ERIE, Colo. -- Rep. Mike Foote says it's time to change where companies can drill after a video from state regulators showed potentially toxic fumes drifting over a school playground.
Denver7 first reported on the video, and safety violation from state regulators last week.
"It's absurd that a facility's that close to a school, it's just crazy," said Rep. Mike Foote, D-East Boulder County.
It happened at Erie's Aspen Ridge Prep School in September, but parents weren't notified about it until months later.
"At a minimum, you should notify people that are affected by it and sounds like that didn't really happen here. That's ridiculous," said Foote.
Rep. Foote sponsored HB 17-1256 last legislative session that would have kept new oil and gas wells further away from schools. The bill would have pushed the setback to a thousand feet from the property line instead of from the school building.
"It was such a modest change, and yet the industry still opposed it," said Foote. "They just want to drill wherever they possibly can, and they want there to be less restrictive rules to where they can drill."
While the bill would not have impacted the site at Aspen Ridge, since those wells were there before the school went in, Foote said the video and incident highlights why new or existing wells shouldn't be that close to schools.
"Do you think lawmakers have a responsibility to do something," asked Denver7 reporter Jennifer Kovaleski.
"We have a responsibility to listen to what the people in this state are saying and what they're saying is its way too close to schools, way too close to homes. It shouldn't be in residential neighborhoods, period," said Foote.
Foote said he plans to revisit the bill in the next session, but because the balance of power remains the same, and Republicans still control the Senate, he believes the bill will likely die again.
Parents and activist are planning another protest at Aspen Ridge Thursday night at 6 p.m.
School administrators said they are confident the issue has been resolved, but they may bring in independent oil and gas monitoring moving forward.
Erie's Board of Trustee also announced on Tuesday plans to launch its own investigation into why they weren't told about the violation by Crestone Peak Resources, the company that owns the well, until more than a month after the company was ordered to cease operations at the site.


■ **YOUR INSTRUCTIONS**
Your answer should repeat every line of the records below in which the word "ffffff" appears.

----- AVAILABLE DATA -----

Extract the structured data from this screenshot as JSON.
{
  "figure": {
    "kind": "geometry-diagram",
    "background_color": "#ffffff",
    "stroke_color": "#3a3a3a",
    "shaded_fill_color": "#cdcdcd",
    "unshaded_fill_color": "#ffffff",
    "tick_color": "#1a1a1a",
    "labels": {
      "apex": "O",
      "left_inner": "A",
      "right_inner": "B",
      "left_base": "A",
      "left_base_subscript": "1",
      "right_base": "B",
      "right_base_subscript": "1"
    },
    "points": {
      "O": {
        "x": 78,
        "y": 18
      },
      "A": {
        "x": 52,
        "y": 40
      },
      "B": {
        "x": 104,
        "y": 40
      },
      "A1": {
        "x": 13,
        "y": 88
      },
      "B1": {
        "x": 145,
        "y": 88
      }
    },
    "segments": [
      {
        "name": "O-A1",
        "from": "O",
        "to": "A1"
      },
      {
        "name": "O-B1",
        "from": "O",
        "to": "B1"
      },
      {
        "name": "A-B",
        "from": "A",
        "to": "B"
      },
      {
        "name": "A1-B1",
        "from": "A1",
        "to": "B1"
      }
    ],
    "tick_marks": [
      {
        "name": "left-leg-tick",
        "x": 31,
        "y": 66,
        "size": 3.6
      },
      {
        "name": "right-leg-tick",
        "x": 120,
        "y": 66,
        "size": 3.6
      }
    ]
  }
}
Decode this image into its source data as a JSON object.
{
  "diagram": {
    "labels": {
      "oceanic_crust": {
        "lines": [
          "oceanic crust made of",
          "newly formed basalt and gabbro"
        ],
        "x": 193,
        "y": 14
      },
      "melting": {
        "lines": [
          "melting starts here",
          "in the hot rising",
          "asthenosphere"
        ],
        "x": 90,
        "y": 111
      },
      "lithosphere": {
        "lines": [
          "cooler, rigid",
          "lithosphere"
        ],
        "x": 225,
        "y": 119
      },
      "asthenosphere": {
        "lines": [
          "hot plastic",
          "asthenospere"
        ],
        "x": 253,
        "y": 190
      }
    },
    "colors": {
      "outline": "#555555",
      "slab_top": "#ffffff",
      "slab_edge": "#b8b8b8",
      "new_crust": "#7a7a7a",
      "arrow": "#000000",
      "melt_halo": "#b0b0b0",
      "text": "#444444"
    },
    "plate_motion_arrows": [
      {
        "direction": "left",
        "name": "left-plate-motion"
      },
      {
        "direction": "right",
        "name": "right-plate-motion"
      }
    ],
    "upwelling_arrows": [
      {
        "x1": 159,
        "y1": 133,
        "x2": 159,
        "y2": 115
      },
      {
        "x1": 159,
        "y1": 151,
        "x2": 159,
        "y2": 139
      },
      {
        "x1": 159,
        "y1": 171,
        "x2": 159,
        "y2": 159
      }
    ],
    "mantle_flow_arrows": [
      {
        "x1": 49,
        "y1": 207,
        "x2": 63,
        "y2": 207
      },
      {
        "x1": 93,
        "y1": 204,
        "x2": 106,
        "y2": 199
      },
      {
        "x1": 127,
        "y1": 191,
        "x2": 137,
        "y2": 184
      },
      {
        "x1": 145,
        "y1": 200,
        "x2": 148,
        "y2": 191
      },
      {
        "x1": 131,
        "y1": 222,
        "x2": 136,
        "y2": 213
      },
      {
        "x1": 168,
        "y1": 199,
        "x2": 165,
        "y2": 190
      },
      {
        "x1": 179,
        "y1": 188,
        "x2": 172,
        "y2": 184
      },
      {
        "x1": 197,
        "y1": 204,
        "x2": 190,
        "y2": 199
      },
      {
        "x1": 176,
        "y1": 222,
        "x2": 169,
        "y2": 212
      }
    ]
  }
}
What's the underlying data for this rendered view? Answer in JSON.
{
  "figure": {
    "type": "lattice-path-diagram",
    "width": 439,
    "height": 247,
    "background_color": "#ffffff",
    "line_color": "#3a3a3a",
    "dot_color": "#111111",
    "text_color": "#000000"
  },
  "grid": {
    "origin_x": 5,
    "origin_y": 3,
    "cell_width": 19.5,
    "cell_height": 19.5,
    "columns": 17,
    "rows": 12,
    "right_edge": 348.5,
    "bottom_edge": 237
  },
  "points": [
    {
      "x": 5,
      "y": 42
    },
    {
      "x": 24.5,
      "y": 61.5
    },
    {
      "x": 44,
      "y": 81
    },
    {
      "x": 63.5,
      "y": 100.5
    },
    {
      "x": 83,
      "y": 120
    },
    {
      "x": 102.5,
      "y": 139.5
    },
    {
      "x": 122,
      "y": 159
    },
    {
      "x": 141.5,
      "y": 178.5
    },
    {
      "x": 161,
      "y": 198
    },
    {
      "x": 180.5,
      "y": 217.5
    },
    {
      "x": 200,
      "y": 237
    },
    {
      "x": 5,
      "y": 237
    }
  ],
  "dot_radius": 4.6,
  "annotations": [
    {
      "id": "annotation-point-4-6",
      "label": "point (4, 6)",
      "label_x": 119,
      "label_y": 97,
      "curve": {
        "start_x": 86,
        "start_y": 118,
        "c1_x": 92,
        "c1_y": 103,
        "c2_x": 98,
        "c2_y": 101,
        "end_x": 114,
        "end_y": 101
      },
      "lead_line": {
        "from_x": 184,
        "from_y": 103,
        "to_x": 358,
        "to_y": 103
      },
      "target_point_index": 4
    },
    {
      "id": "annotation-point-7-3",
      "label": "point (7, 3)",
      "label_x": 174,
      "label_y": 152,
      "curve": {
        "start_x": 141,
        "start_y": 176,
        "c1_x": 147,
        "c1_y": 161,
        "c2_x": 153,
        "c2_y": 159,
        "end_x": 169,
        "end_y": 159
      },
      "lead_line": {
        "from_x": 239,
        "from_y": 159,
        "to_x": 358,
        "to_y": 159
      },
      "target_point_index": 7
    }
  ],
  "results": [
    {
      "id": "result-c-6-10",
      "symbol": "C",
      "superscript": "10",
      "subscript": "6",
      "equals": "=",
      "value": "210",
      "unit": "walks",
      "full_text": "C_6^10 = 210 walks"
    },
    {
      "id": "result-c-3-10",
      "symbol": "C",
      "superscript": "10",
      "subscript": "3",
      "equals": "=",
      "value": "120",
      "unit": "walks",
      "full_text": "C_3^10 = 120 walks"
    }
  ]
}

-----

■ **EXERCISE SOLUTION**
    "background_color": "#ffffff",
    "unshaded_fill_color": "#ffffff",
      "slab_top": "#ffffff",
    "background_color": "#ffffff",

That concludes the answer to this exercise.